James Ellroy’s 'Red Sheet'

 From Mark Judge at Hot Air:

As if right on cue, the great author James Ellroy is publishing a new novel in June. Red Sheet is the latest offering from the fantastic creator of L.A. Confidential and American Tabloid. Like other books, it has to do with Los Angeles, cops, drugs, fringe characters, politics, and corruption. 

    It is also a bracingly anti-communist novel, perhaps the most anti-communist work of fiction I have read since Mickey Spillane’s One Lonely Night. Knopf, Ellroy’s publisher, was kind enough to send me an advanced review copy. Out of respect for Ellroy, I will save a detailed review until closer to publication date, but for now let me just say that Red Sheet is a brilliant, powerful novel that should be read by every American. Set in 1962, it opens with a quote from Whittaker Chambers, vindicates Richard Nixon, and makes it clear that the American anti-communists of the last century were right-on in their opposition to this evil pseudo-religious cult.  

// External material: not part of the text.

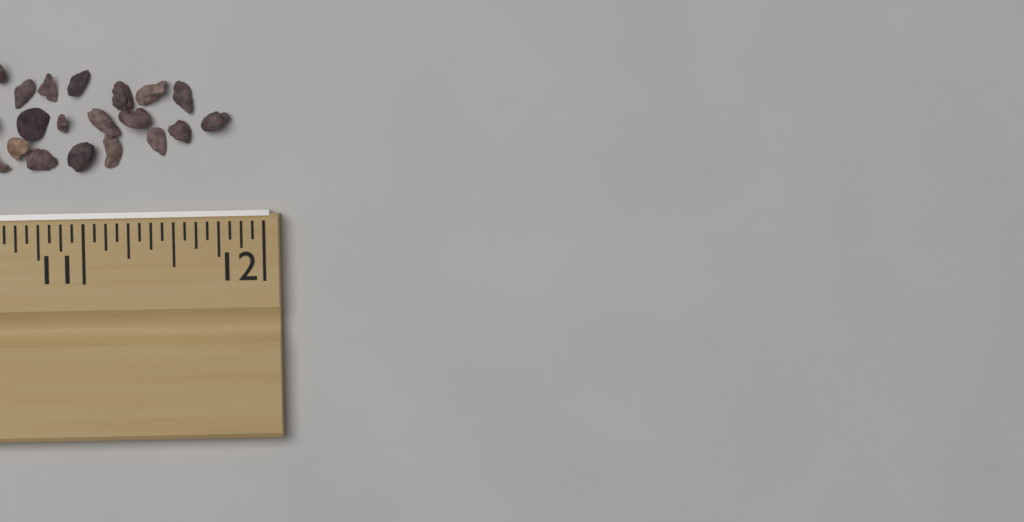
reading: 11.8125 in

    In fact, let me quote directly from James Ellroy’s official page:

Red Sheet is an anti-communist novel. It stands foursquare in the tainted tradition of Ayn Rand and Mickey Spillane. Ellroy is out to scramble your long-held perceptions and force you into a state of jumped-up disavowal.

Red Sheet scorns the mock-martyred Hollywood Ten and ballyhoos the Blacklist and the ’47-’48 HUAC hearings. Red Sheet forces you to live within the twisted and oddly tender soul of Richard M. Nixon. Red Sheet spotlights the Spanish Civil War and atrocities committed by the commie-infested International Brigade, heretofore held as heroic. Red Sheet lionizes name-naming kingpin Whittaker Chambers and bestows kudos on ratfinks Elia Kazan and Budd Schulberg.